Cloud infrastructure, software, and services are growing more slowly than a year ago but continue to account for a larger share of total IT spending and are reinforcing the general sense of resilience which the industry still enjoys
For the fifth consecutive month, International Data Corporation (IDC) has lowered its 2023 forecast for worldwide IT spending as technology investments continue to show the impact of a weakening economy.
In its new monthly forecast for worldwide IT spending growth, IDC projects overall growth this year in constant currency of 4.4% to $3.25 trillion. This is slightly down from 4.5% in the previous month's forecast and represents a swing from a 6.0% growth forecast in October 2022.
"Since the fourth quarter of last year, we have seen clear and measurable signs of a moderate pullback in some areas of IT spending," said Stephen Minton, vice president in IDC's Data & Analytics research group. "Tech spending remains resilient compared to historical economic downturns and other types of business spending, but rising interest rates are now impacting capital spending."
After reductions to PC forecasts a month ago, IDC has now scaled back its expectations for some additional hardware categories including servers, wearable devices, and peripherals. Forecasts have been reduced for on-premise infrastructure investments by enterprise buyers, while cloud and service provider deployments remain more resilient overall.
Service provider spending is still weakening from last year's highs as the industry adjusts to slower post-COVID growth, but planned investments by cloud and hyperscale providers have broadly held up since last month. Strong demand for cloud services continues to drive growth despite inflationary pressures but non-cloud spending is set to decline.
"The most significant impact remains concentrated in consumer markets with consumer IT spending now forecast to decline by 2% this year," said Minton. "This will be a second consecutive year of declining consumer tech spending, a huge change in fortunes from consumer growth of 18% in 2021. On the other hand, enterprise demand for cloud and digital transformation remains strong despite economic headwinds."
For the first time, this month's Worldwide Black Book forecast includes channel splits in the March 2023 update. This shows that while direct IT spending is expected to grow by 6.4% overall in 2023, indirect spending through channel providers will increase by just 2.5% as credit tightening affects smaller businesses and consumers in their ability to fund technology investments.
"Resellers that still derive much of their revenue from on-premise infrastructure and PCs are facing difficult market conditions this year," said Minton. "Meanwhile, cloud infrastructure, software, and services are growing more slowly than a year ago but continue to account for a larger share of total IT spending and are reinforcing the general sense of resilience which the industry still enjoys."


**What the task asks**.
Once you find the line with "Get the region of dog.", transcribe it and all the lines that follow to the end of the data, exactly as written; skip any pictures.

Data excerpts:
BEGIN
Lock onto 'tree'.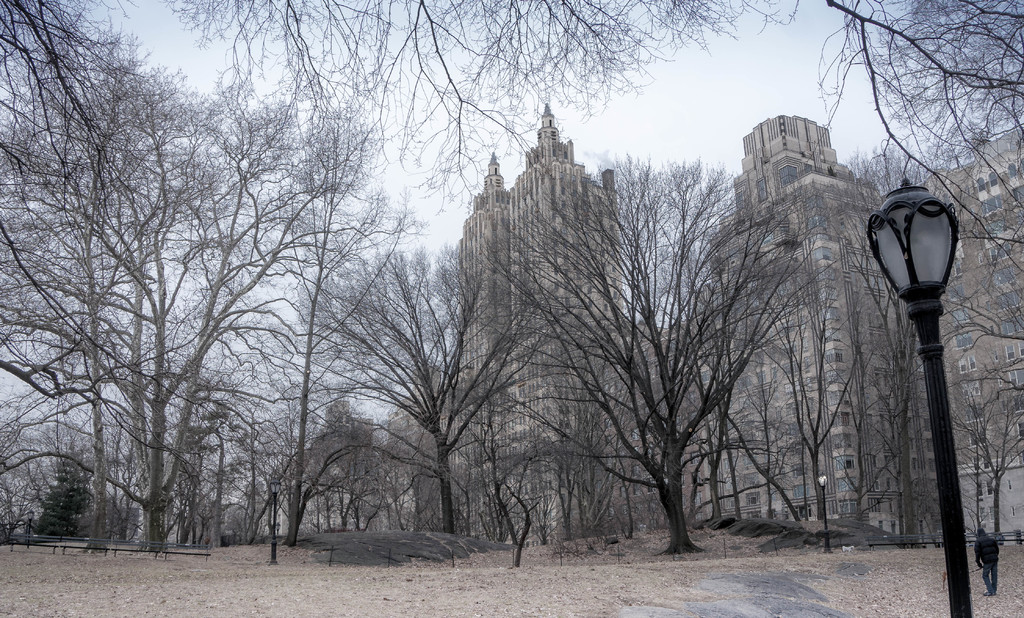
Locked: [696, 0, 922, 523].
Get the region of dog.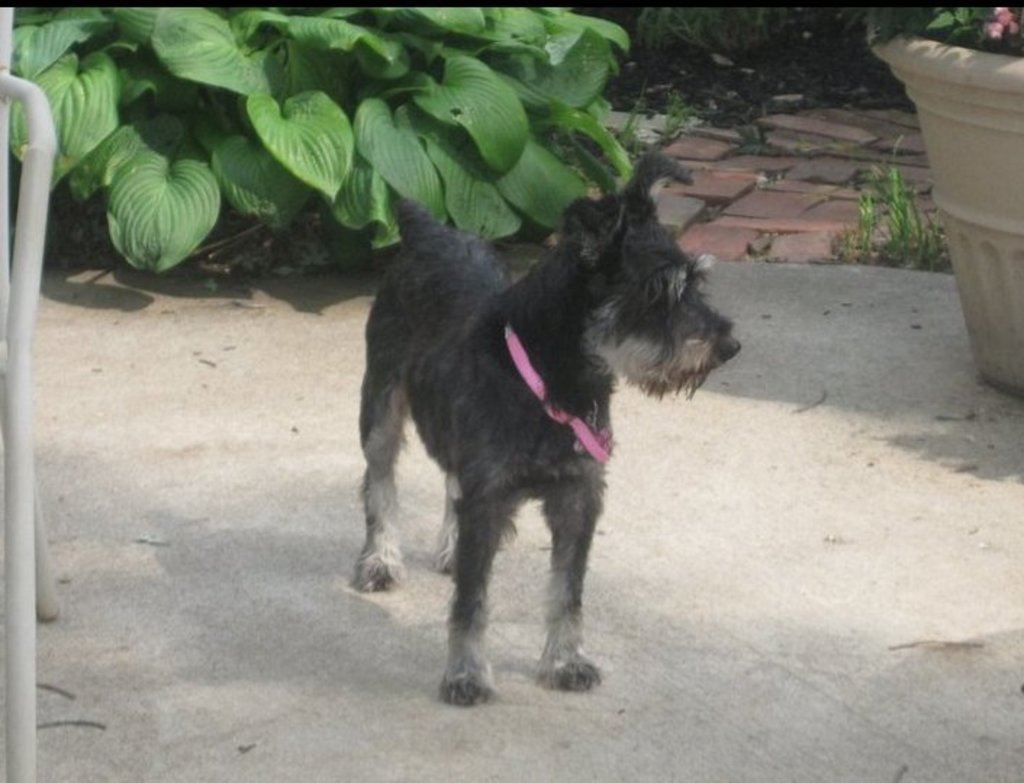
348 151 741 706.
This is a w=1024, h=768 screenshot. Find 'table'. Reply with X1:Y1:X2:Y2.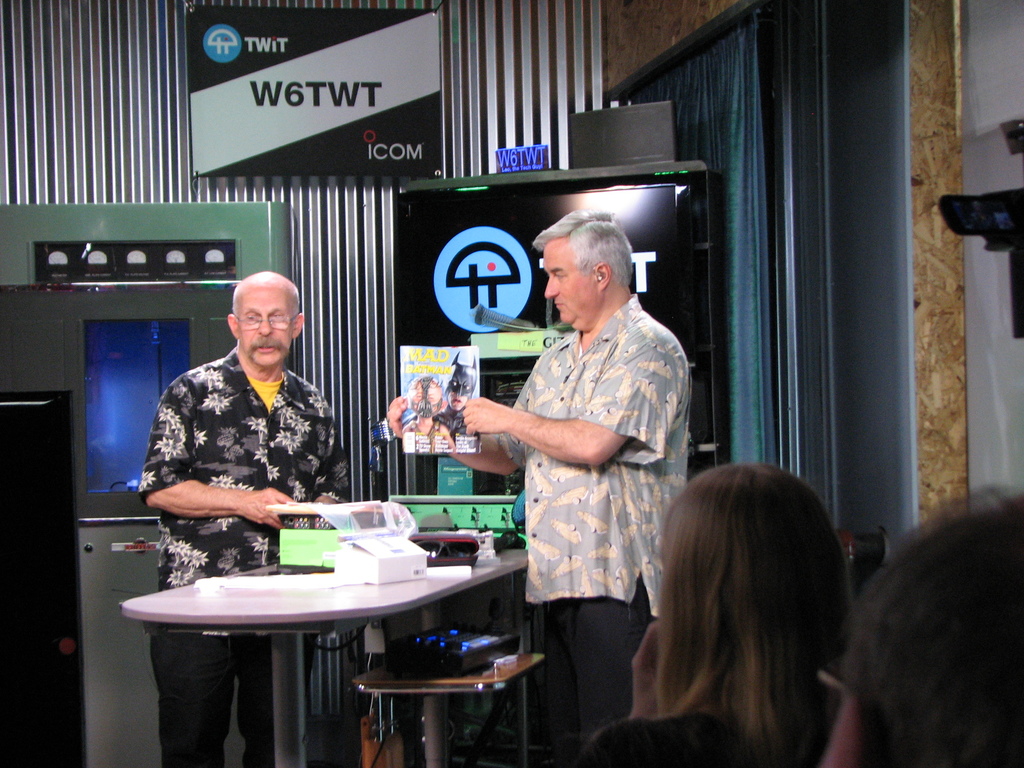
127:525:552:760.
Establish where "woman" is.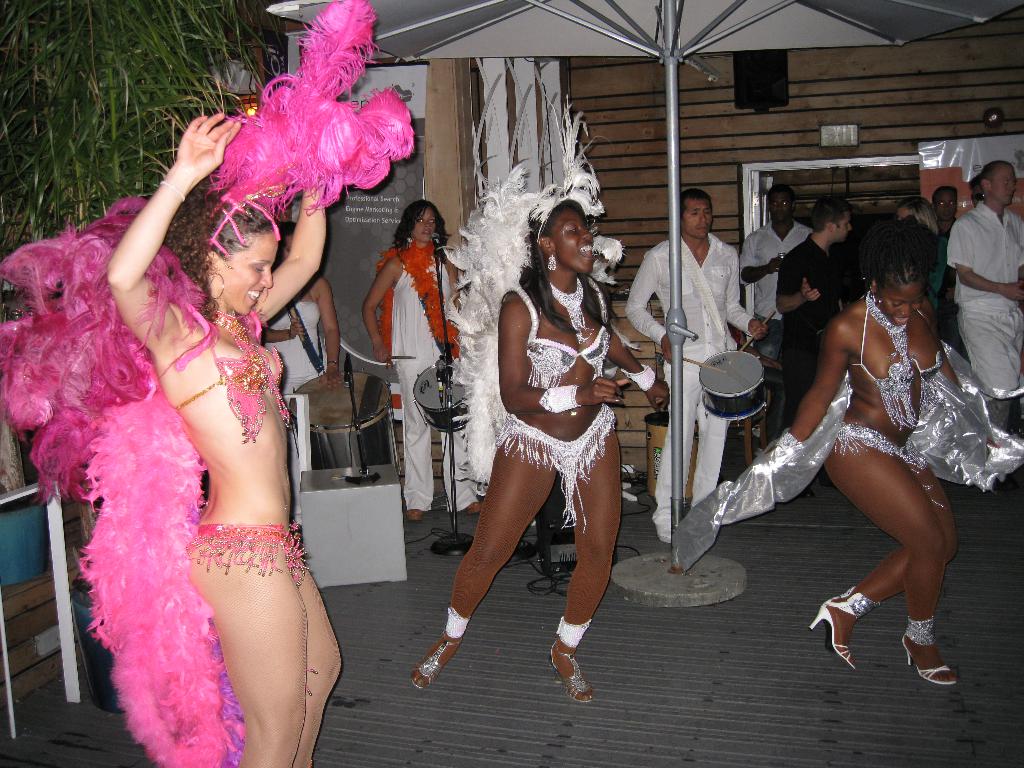
Established at box=[415, 193, 682, 701].
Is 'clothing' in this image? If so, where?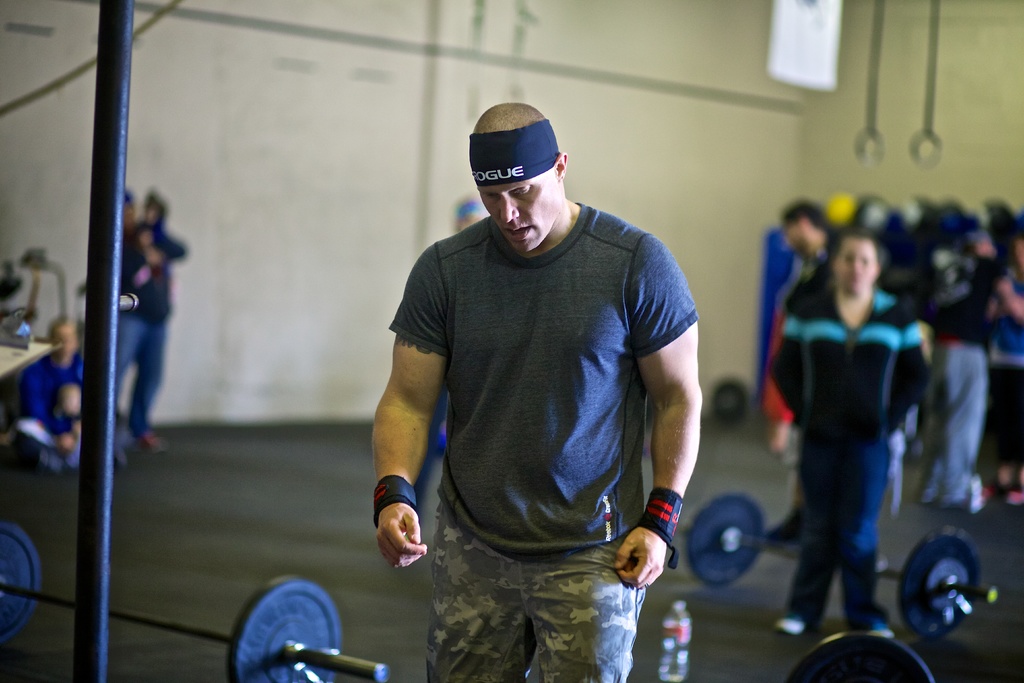
Yes, at region(904, 256, 993, 493).
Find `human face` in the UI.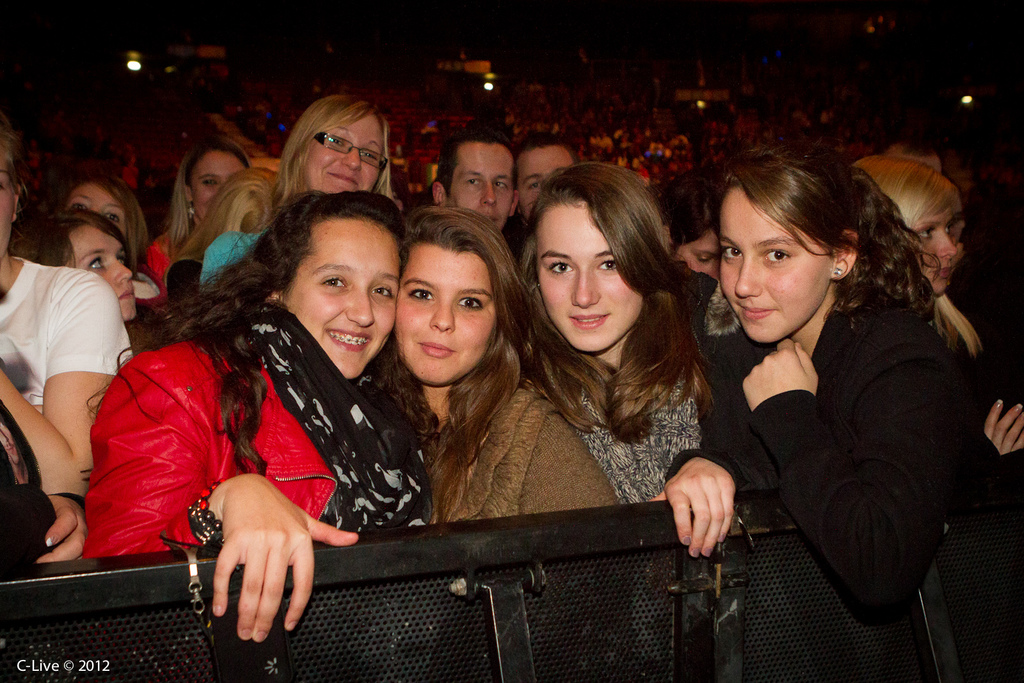
UI element at 305 113 387 188.
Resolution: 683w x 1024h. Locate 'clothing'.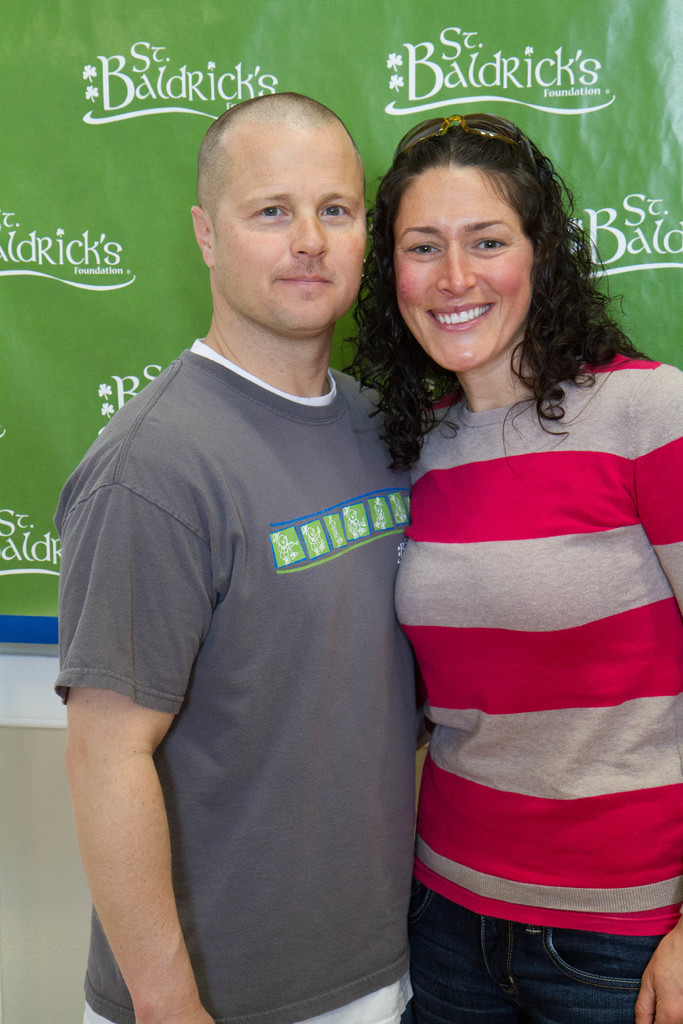
pyautogui.locateOnScreen(399, 341, 662, 972).
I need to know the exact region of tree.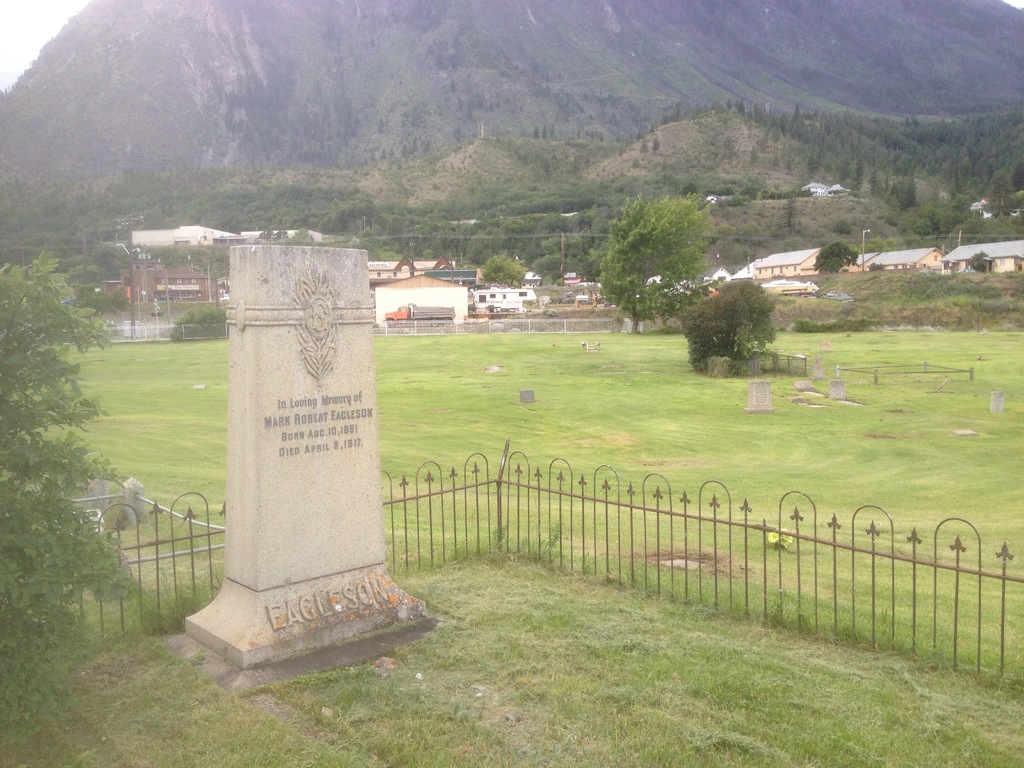
Region: select_region(596, 197, 725, 336).
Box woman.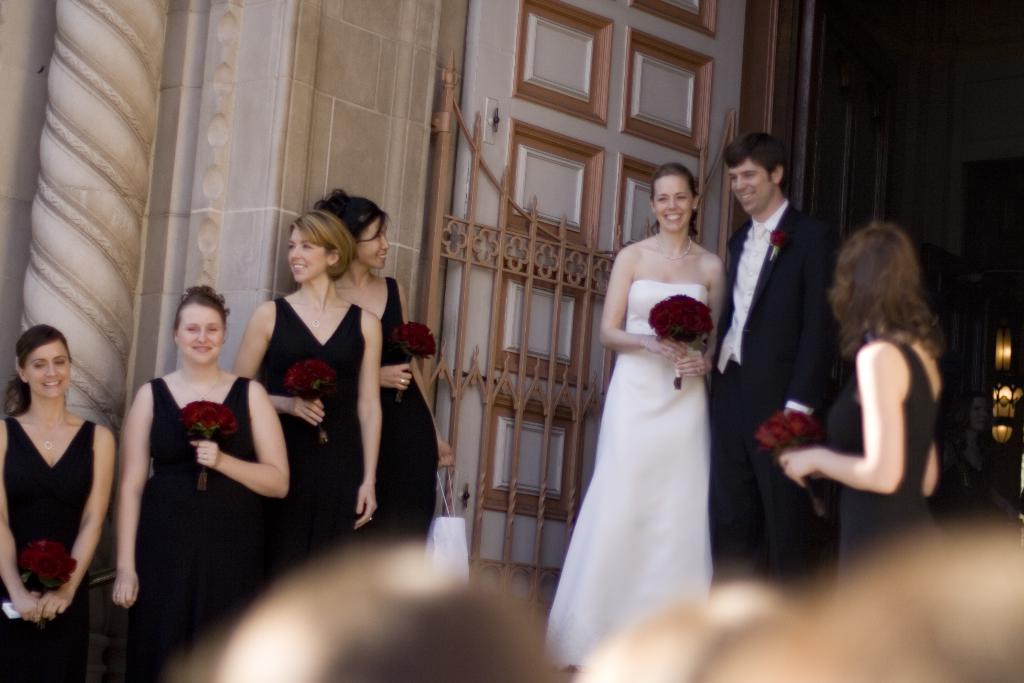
END
**Exercise output**.
Get the region of dog.
348 151 741 706.
This is a w=1024, h=768 screenshot. Find 'table'. Reply with X1:Y1:X2:Y2.
127:525:552:760.
Establish where "woman" is.
Established at box=[415, 193, 682, 701].
Is 'clothing' in this image? If so, where?
Yes, at region(904, 256, 993, 493).
Find `human face` in the UI.
UI element at 305 113 387 188.
Resolution: 683w x 1024h. Locate 'clothing'.
pyautogui.locateOnScreen(399, 341, 662, 972).
I need to know the exact region of tree.
Region: select_region(596, 197, 725, 336).
Box woman.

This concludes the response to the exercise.